History
In the summer of 1886, a group of active, local yachtsmen formed the Fishers Island Yacht Club – one of the oldest yacht clubs in New England, if not the whole United States – to provide a haven for robust intellectual discussion about the sea and the camaraderie that spawns from it. Over the years, its membership has acted as pillars of the civic community, fought in several wars and helped the island recover from the occasionally devastating hurricanes that the Island is vulnerable to. All without losing sight of the coda that brought those first local yachtsmen together: the love of sea wind and spray, the rush of the starting gun and the blissful feeling that comes from untethering oneself from land and escaping out into the sound powered by wind, engine or oar. Almost 135 years later, the FIYC has grown into an internationally renowned club for leisure sailors and racers alike.

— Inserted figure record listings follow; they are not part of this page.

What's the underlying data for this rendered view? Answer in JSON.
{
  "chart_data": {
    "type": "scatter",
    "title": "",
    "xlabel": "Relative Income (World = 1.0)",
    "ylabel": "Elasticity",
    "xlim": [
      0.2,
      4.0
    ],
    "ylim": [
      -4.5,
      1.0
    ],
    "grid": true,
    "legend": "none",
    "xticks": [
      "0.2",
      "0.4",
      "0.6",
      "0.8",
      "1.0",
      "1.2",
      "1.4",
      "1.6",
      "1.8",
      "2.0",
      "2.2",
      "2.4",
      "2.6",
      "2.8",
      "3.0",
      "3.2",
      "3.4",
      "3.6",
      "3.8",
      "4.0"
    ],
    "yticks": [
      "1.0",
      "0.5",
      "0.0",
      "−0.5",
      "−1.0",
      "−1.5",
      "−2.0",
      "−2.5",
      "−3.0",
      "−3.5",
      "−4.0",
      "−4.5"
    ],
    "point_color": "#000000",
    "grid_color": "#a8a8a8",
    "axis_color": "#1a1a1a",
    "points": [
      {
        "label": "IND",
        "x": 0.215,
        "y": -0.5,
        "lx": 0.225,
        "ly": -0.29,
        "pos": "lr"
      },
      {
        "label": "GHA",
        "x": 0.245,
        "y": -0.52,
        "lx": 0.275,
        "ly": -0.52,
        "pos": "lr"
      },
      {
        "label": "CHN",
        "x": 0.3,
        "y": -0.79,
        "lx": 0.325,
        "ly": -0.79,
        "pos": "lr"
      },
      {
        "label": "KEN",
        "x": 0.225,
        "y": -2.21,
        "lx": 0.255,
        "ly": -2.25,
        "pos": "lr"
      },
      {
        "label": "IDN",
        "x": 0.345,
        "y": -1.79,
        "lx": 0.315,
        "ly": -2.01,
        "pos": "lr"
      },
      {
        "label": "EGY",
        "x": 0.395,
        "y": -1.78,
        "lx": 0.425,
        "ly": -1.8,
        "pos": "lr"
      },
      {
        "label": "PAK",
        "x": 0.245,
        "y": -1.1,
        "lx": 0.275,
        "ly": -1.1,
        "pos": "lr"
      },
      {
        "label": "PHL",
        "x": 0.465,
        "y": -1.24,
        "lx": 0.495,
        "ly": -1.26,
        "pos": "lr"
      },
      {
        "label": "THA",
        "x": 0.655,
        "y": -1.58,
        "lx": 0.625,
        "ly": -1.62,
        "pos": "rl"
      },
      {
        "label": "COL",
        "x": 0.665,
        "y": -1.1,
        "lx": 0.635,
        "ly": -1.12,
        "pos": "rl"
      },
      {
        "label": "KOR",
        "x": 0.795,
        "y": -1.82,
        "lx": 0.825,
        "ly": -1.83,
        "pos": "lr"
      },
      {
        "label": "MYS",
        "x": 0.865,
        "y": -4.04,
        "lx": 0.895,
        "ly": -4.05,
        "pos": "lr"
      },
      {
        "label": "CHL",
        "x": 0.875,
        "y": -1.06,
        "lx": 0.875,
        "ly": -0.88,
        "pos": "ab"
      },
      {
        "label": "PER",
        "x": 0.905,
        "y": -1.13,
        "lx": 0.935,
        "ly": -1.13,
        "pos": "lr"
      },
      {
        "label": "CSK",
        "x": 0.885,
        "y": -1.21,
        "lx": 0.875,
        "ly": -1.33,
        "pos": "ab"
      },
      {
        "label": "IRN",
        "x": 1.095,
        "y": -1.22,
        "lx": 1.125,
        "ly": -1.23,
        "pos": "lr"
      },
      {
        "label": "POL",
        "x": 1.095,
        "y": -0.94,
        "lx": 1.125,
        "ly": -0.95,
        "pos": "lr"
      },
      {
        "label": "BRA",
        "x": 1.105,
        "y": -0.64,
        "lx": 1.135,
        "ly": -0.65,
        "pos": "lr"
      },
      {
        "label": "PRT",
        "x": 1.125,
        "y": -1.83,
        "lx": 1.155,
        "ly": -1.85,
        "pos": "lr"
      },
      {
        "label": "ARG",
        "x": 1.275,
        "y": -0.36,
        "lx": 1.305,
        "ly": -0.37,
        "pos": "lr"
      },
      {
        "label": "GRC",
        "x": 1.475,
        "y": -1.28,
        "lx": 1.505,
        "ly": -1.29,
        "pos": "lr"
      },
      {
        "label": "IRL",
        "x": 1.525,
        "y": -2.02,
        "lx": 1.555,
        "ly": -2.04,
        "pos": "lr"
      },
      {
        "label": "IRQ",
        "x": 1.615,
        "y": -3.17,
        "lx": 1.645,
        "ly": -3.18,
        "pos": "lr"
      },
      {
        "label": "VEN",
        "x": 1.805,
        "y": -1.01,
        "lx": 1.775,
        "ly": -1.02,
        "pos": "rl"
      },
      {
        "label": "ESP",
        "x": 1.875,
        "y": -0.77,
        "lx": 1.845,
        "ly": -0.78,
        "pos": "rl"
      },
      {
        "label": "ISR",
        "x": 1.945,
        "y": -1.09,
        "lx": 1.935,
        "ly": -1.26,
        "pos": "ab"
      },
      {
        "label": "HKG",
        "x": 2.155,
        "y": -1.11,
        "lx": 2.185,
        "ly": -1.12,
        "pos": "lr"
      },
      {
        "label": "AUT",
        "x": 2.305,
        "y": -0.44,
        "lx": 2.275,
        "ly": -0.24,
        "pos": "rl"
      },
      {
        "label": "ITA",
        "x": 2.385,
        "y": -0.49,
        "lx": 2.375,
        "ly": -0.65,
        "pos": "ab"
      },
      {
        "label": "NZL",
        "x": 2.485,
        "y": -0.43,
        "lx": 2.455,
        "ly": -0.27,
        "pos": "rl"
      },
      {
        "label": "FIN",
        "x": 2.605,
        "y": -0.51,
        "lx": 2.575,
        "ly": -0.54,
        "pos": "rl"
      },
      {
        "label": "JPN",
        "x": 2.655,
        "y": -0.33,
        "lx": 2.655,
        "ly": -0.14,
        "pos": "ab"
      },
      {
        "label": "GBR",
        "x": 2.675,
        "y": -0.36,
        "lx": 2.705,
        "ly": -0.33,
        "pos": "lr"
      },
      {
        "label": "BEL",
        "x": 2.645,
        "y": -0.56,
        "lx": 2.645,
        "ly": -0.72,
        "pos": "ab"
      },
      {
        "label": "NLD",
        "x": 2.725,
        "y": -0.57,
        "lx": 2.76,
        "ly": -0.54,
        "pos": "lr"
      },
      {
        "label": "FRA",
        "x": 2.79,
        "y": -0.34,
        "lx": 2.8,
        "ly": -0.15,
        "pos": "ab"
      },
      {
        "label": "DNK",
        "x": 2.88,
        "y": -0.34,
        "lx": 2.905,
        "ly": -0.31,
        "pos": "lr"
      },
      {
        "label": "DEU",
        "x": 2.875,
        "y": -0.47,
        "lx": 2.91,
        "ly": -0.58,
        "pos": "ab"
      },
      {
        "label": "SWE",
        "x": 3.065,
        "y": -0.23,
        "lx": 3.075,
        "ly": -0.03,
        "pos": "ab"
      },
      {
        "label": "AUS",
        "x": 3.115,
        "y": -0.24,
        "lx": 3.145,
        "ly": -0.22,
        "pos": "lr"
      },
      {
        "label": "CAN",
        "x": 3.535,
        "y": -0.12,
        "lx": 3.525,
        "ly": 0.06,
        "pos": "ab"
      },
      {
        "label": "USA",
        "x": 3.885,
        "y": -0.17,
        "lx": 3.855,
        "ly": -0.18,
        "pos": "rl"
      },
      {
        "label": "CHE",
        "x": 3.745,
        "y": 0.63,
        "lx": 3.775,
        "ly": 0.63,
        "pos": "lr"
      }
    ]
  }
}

The original Fishers Island Yacht club was founded in Hay Harbor in 1886. In 1928, the club moved down the road to West Harbor to slightly south of the same location as it is now, though the marina has expanded from its original solitary dock jutting out into West Harbor to encompass fewer than a dozen rows of slips. The Annex building was the first clubhouse, built in 1867 as a horse barn for the Fox Family. During the 2017/2018 renovation, Lincoln White and Brian Faulkner found several of the original beams with measurements and messages written by the original carpenters just under the more recent sheathing. Though the view from the yacht club changed slightly over the years, the conversations, laughs and friendships found therein are probably almost identical to the ones the club’s first founders enjoyed so many years ago.